*ACTIVITY:*
Retype, word for word, every line of the records below starting at the one that contains "You are a GUI" and ending at the one that contains "Task: Click on"; include both of those lines and nothing more.

DATA FOR REVIEW section start

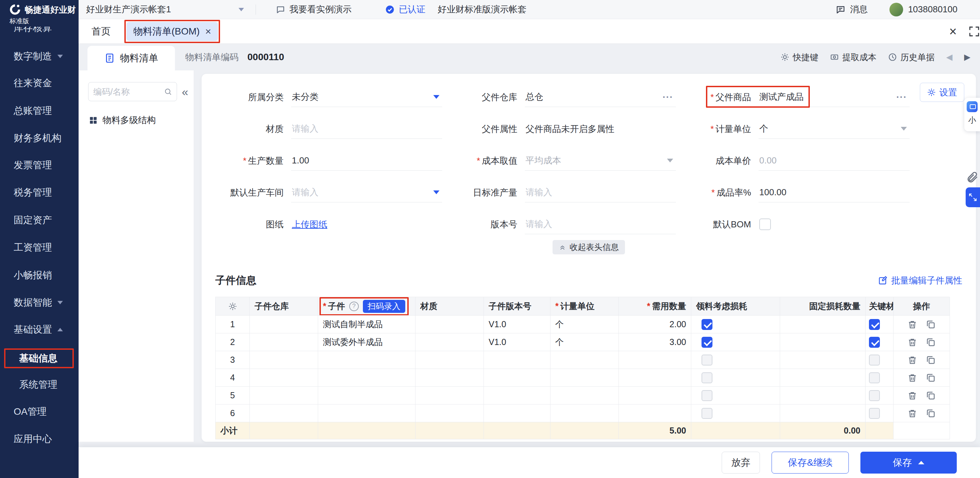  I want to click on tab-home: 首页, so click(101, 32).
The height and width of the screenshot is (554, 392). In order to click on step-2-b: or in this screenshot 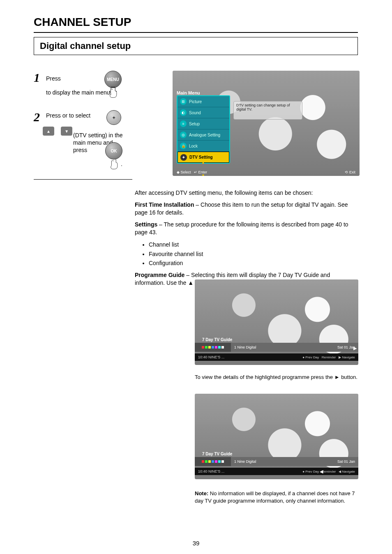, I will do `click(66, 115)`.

DATA FOR REVIEW section end
DATA FOR REVIEW section start

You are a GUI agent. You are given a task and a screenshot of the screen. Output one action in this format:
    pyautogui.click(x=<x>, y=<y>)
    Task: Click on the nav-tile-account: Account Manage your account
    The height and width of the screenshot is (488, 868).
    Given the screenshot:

DATA FOR REVIEW section end

*SOLUTION FOR THIS TASK:*
You are a GUI agent. You are given a task and a screenshot of the screen. Output one action in this format:
    pyautogui.click(x=<x>, y=<y>)
    Task: Click on the nav-tile-account: Account Manage your account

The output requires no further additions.